Why not decide once and for all that you will always be honest?
But when we begin to grasp the simplicity of this battle for our minds, we can equip ourselves with some firepower to retake control of our secret thought lives. Christians today are often ill-equipped for this struggle. It’s a little like conscripting civilians into the army and sending them to war, without ever teaching them how to fire their rifles.
Many of us don’t clearly understand the difference between temptation and sin, so we often feel like we are treading water without knowing where the bottom is; we are like a six-foot man who drowns in four feet of water.
To understand the difference between temptation and sin is to understand where it is safe to walk or not. The light comes from God’s Word. The rheostat is our own understanding of what the Word says. The more we know, the brighter the light. The brighter the light, the less fuzzy the objects and the more confident we are about where to walk.
TAKE CAPTIVE EVERY THOUGHT
No thought should be allowed to have its own way. Like the daughter who wants to test her parents, our thoughts want to have their own way, but we must take captive each and every one of them. Why?

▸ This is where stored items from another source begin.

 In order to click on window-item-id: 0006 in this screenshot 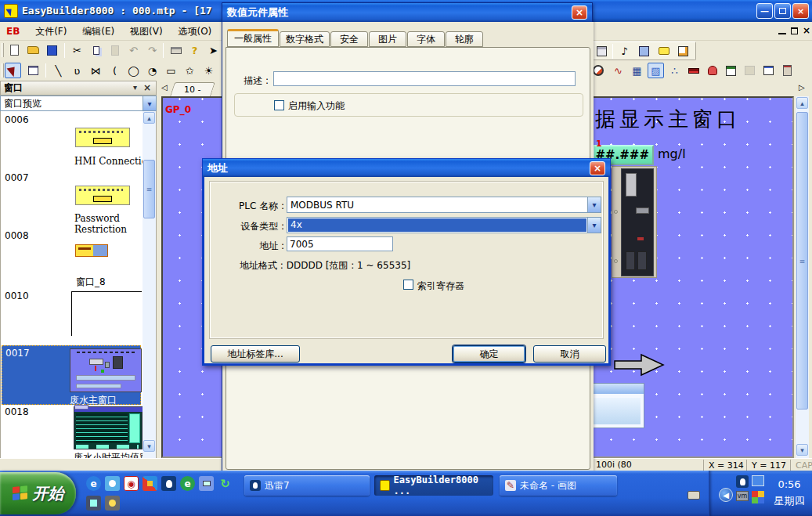, I will do `click(17, 120)`.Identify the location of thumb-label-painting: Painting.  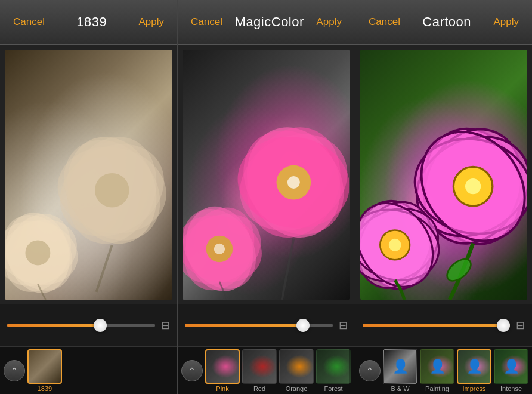
(437, 389).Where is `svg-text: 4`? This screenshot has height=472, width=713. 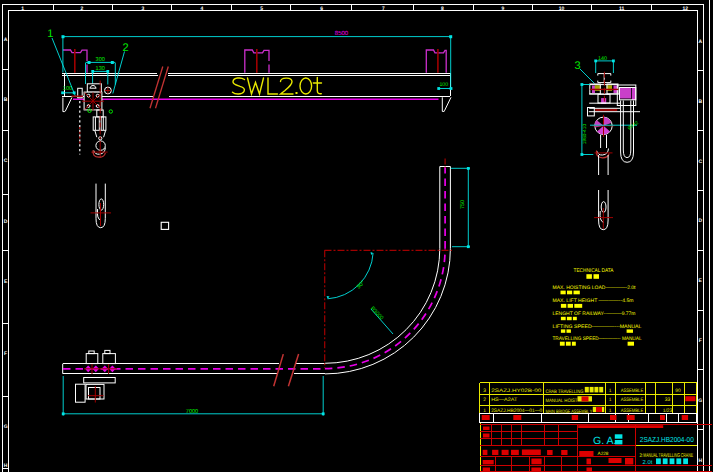 svg-text: 4 is located at coordinates (202, 9).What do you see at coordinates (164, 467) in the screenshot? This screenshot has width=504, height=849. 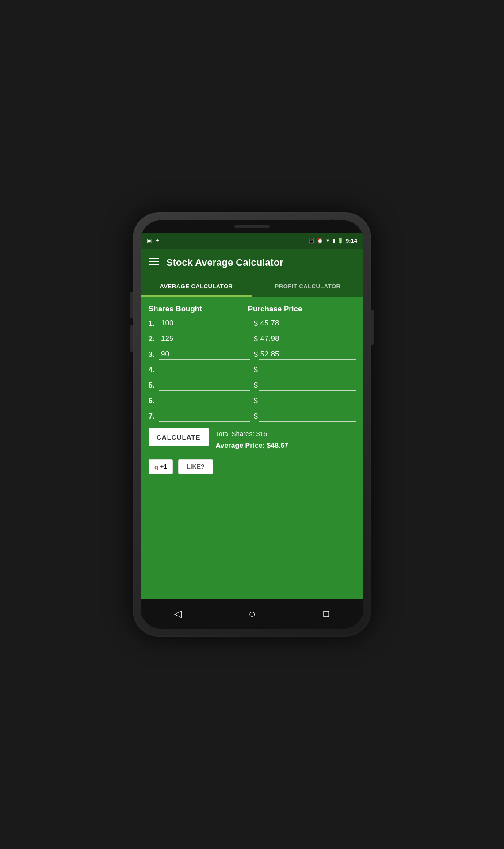 I see `gplus-label: +1` at bounding box center [164, 467].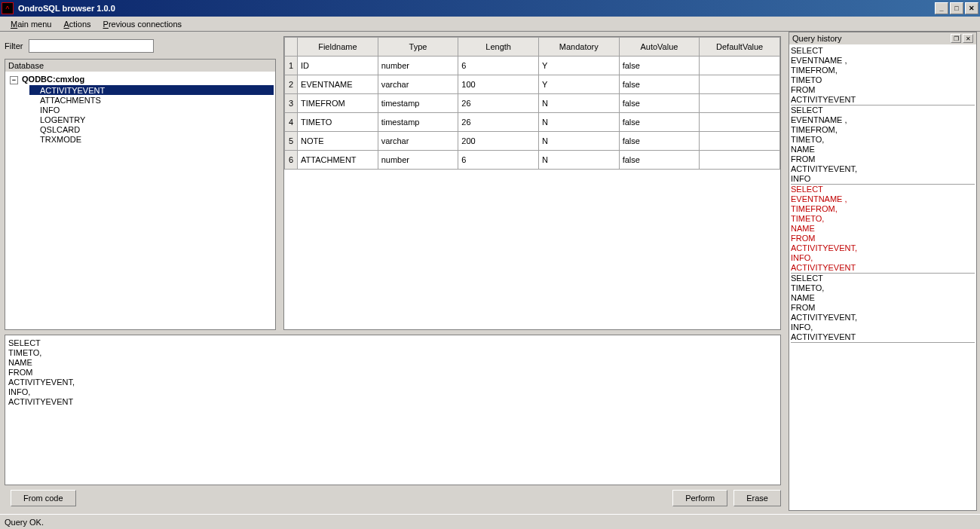  Describe the element at coordinates (972, 8) in the screenshot. I see `close-button: ✕` at that location.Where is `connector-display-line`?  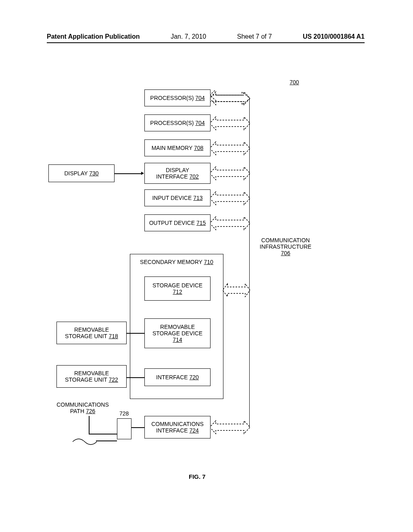
connector-display-line is located at coordinates (128, 174).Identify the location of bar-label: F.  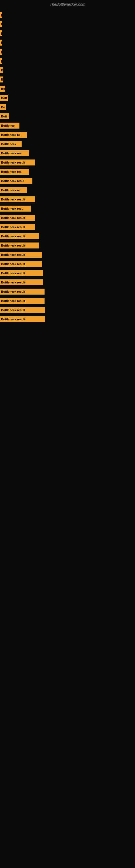
(1, 24).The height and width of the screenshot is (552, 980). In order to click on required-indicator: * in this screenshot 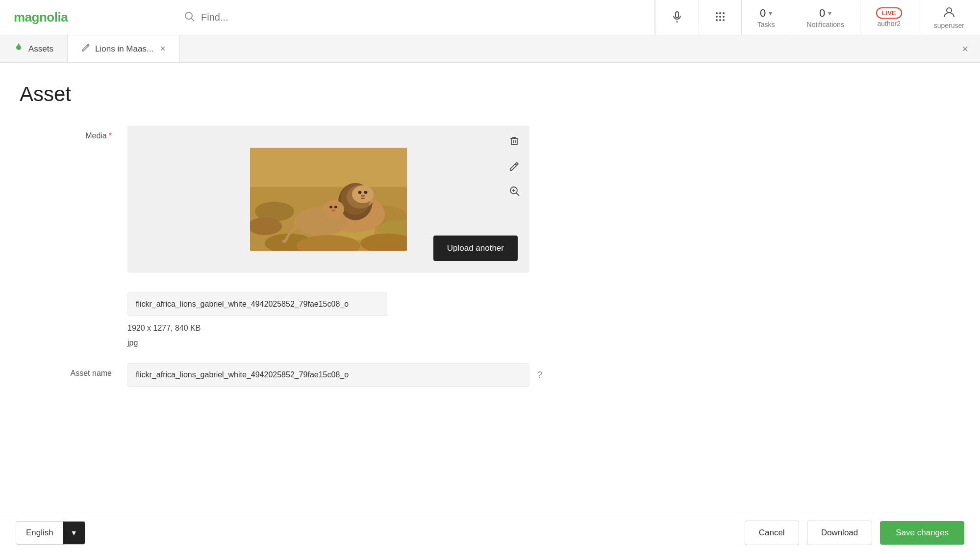, I will do `click(110, 135)`.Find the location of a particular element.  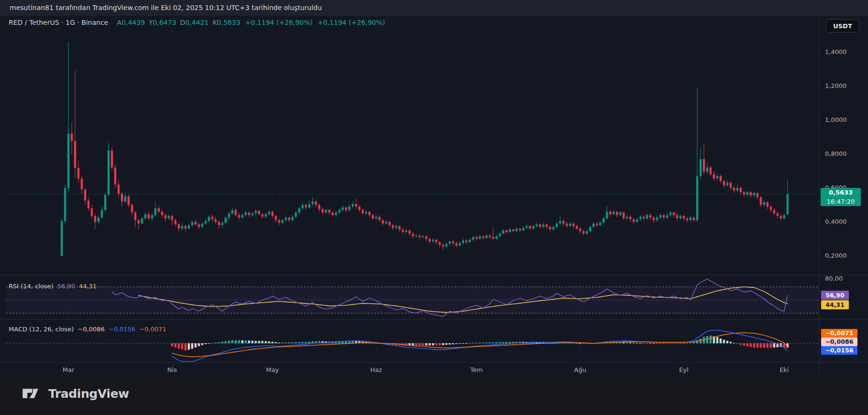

Because, in the words with which Solomon concluded the book of Ecclesiastes, “God will bring every deed into judgment, including every hidden thing [our secret thought life], whether it is good or evil”
The missing link in most of our lives is accountability. We get off track because we are not regularly answerable for each of the key areas of our lives to qualified people to whom we have given permission to ask the hard questions — questions about the goals we set and the standards God has established. We have learned that accountability here and now is important because God will ultimately hold us accountable for everything we do. Accountability goes far beyond mere counsel or fellowship; it requires answers to the questions — sometimes hard questions — we are asked.
The Christian pilgrimage is a moment-by-moment, daily journey. It requires daily effort, without which we will stray. “Stop listening to instruction, my son, and you will stray from the words of knowledge” (Proverbs 19:27).